Archived article

Please note that tax, investment, pension and ISA rules can change and the information and any views contained in this article may now be inaccurate.

Much depends on expectations and good news often travels slowly
Thursday 08 Oct 2020 Author: Ian Conway

It’s fair to say that more often than not as human beings we overreact to information, which in turn can lead share prices to overreact in the short term.

Yet, as our recent article on momentum showed, if a stock is in a clear trend – positive or negative – it can experience a lot of short-term volatility but remain in that trend for some time, often longer than most investors anticipate.

If markets were genuinely efficient, share prices would incorporate all available news, good and bad, at all times. The only thing which should prompt a share price to go up or down would be new news of a company-specific nature, not news about the market in general.

GROUND RULES

However, the market has a tendency on the one hand to get over-excited about the future, continually bidding stocks up and on the other hand to take a bleak outlook and send share prices lower.

In other words, whenever a company releases news – good or bad – context matters greatly. Delivering good news when markets are in panic mode is unlikely to stop a company’s share price from falling.

Then there is the matter of degree. Good news can actually be bad news if it fails to meet the weight of investors’ expectations. Delivering a 25% increase in earnings would normally be enough to see a company’s share price jump, but if investors are primed for a 50% earnings increase it’s quite possible the shares will fall instead.

If you see shares fall on what at face value appears to be good news, it can be a sign that market expectations are too high. If that’s the case, investors may have got ahead of themselves and the shares could be vulnerable to further selling as expectations are reset.

This is arguably what happened to food-to-go retailer Greggs (GRG) in January when it said full-year 2019 earnings would be ‘slightly higher’ than management had previously forecast, sending its shares down rather than up.

After a diet of constant positive earnings surprises, investors were expecting fireworks but instead the news was a damp squib. The arrival of the coronavirus has since led to a drastic rebasing of growth expectations.

MANAGING EXPECTATIONS

This is why companies spend so much time managing expectations, through trading updates, analyst and media briefings and presentations to investors. No finance director wants to see his company’s shares hammered due to poor communication, so there is a tendency for companies to set achievable earnings targets in order to be able to deliver a small ‘beat’ each quarter.

It should be said that, if results are going to be way above forecasts – or for that matter way below them – companies have a duty to pre-announce this news to the stock exchange so as not to withhold market-sensitive information.

The issue with managing expectations, however, especially if part of the directors’ pay is based on share price performance, is companies can find themselves having to improvise and discover new ways of beating consensus forecasts.

We aren’t talking fraud on the scale of firms like Wirecard, but investors should be on their guard for companies using unusual accounting techniques or making deals to give the appearance that their businesses are hitting their targets when in fact they aren’t.

REPEAT OFFENDERS

A third factor to take into account when a company reports is sentiment. If a firm has consistently disappointed investors and analysts have had to repeatedly lower their forecasts, the chances are that one piece of good news won’t be enough to change the market’s view.

Royal Mail’s (RMG) double-digit intraday rally on a positive revenue surprise (11 Sep) demonstrated that a bombed-out stock can bounce in the short-term.

It’s well known that we experience pain a lot more intensely than we experience pleasure, and it’s the same with investing. If we lose money in a stock, we are unlikely to look at it again with the same enthusiasm – once bitten, twice shy, as the saying goes.

Therefore it can take a lot of good news before an under-performing company truly turns the corner and investors begin to trust it again. A good example might be retailer Marks & Spencer (MKS), which had loyal fans up to 2015 when its shares traded close to 600p, but which has disappointed in terms of sales ever since and lagged the FTSE 100 to such an extent it was finally ejected from the index in June.

Recent news flow has actually been quite positive, especially in terms of sales of its food and household products on the new online retail platform jointly-owned with Ocado (OCDO), but the shares are still trading below 100p and we get the sense that after years of being let down many investors have given up hope of a revival.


*Instructions for the task:* Check every line of the data for the string "image" and copy the ones that have it.

Start of Task data

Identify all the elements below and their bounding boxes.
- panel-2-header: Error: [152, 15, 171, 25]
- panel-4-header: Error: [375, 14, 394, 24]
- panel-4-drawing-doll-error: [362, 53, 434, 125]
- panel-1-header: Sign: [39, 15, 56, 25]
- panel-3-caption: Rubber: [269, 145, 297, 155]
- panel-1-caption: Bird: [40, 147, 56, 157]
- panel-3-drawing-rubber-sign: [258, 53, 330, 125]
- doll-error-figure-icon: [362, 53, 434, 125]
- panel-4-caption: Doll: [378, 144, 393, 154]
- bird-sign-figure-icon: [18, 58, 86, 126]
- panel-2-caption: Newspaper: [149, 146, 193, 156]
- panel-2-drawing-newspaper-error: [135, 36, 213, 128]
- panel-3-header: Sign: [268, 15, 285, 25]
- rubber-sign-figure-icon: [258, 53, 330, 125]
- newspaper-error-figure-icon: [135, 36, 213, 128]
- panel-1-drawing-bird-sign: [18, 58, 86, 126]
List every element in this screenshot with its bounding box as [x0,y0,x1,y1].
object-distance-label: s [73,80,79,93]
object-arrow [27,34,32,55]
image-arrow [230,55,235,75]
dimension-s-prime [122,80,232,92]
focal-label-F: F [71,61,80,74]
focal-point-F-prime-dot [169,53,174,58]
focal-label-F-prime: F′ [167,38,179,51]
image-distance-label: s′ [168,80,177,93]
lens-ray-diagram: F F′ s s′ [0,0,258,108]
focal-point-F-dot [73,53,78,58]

End of Task data
Start of Task data

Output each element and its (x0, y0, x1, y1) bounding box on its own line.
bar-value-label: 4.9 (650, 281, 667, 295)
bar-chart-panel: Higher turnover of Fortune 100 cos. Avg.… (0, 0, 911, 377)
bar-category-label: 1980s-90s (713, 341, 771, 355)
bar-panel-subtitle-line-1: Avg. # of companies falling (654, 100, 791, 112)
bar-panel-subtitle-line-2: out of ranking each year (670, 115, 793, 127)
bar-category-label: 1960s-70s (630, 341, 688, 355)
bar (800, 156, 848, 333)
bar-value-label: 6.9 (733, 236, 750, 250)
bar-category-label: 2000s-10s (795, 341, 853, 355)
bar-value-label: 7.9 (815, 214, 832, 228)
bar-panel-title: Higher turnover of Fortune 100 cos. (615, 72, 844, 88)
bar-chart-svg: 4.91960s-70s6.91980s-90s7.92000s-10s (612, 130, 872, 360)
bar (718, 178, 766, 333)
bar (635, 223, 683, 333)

End of Task data

*Answer below:*
image-arrow [230,55,235,75]
image-distance-label: s′ [168,80,177,93]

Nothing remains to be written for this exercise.